Here, in Picayune Strand State Forest, the state and federal governments have been working for more than two decades to undo the damage wrought by that failed development. It’s been a huge undertaking across 55,000 acres. Recently, though, the state and the U.S. Army Corps of Engineers put the finishing touches on the most critical part of the work: restoring the natural flow of water across the land. How well this hydrological restoration leads to wider ecological recovery remains to be seen. But the transformation is already underway.
“Picayune is as good a place in South Florida that there is, in terms of getting it back to what it was before,” said Michael Duever, an ecologist who has been monitoring the Picayune project for the state aimed at returning the flow of water.
The aim of the plan was to restore and reconnect parts of the Everglades that have been starved of water or otherwise degraded.
The story of the Picayune Strand Restoration Project begins in the 1950s, when the Gulf American Corporation set out to turn 114,000 swampy acres of southwest Florida — an area eight times the size of Manhattan — into a giant rural subdivision called Golden Gate Estates.
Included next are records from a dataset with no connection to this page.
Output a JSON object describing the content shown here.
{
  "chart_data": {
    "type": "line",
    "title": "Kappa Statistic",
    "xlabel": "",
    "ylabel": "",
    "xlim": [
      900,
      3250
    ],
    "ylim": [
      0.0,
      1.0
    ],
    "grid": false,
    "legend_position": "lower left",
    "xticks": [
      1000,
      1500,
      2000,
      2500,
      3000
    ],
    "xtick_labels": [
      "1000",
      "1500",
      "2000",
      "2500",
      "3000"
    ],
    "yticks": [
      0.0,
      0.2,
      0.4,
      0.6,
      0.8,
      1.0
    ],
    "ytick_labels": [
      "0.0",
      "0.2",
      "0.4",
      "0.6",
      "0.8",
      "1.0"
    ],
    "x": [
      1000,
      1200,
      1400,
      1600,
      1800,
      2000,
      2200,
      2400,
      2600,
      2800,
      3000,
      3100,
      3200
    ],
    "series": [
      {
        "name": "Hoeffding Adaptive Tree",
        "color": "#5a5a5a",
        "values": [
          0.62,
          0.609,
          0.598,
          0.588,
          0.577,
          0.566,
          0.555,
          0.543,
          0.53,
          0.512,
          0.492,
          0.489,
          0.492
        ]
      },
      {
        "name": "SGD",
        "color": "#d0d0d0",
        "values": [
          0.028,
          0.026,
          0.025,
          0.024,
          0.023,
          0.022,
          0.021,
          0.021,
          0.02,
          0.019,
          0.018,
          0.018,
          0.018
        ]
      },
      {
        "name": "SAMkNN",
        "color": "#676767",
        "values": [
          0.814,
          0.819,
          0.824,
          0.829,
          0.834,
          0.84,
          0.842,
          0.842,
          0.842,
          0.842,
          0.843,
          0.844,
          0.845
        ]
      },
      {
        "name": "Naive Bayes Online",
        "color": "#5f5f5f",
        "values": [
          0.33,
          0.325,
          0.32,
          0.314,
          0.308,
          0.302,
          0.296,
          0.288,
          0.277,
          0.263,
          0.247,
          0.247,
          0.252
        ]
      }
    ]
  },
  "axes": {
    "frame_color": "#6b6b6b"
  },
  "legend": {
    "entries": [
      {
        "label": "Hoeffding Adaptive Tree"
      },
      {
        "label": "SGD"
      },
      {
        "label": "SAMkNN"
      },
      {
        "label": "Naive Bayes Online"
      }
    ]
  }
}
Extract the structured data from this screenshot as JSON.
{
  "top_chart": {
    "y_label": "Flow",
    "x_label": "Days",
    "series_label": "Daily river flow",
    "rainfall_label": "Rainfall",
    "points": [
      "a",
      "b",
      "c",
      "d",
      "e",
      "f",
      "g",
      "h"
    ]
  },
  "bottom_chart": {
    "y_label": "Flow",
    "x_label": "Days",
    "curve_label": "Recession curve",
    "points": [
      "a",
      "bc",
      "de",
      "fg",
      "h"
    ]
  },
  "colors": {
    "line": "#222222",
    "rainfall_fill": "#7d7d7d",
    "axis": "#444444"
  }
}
It was said to be the biggest such development in the country. The land in question was not pristine. As in much of South Florida, loggers had swept in during the middle of the 20th century and cut down most of the old-growth cypress. The only trees left were those too small to sell.
Gulf American made things worse. To drain the wet and flood-prone land, the company blasted canals in the limestone bedrock, then used the spoils to build hundreds of miles of elevated roads. It ensnared buyers, many of whom lived in other states and countries and never saw what they were buying. “The wilderness has been pushed aside,” the company boasted in a brochure, returning the flow of water. “With calipers and slide rules, draglines and dynamite rigs, we are literally changing the face of Florida.”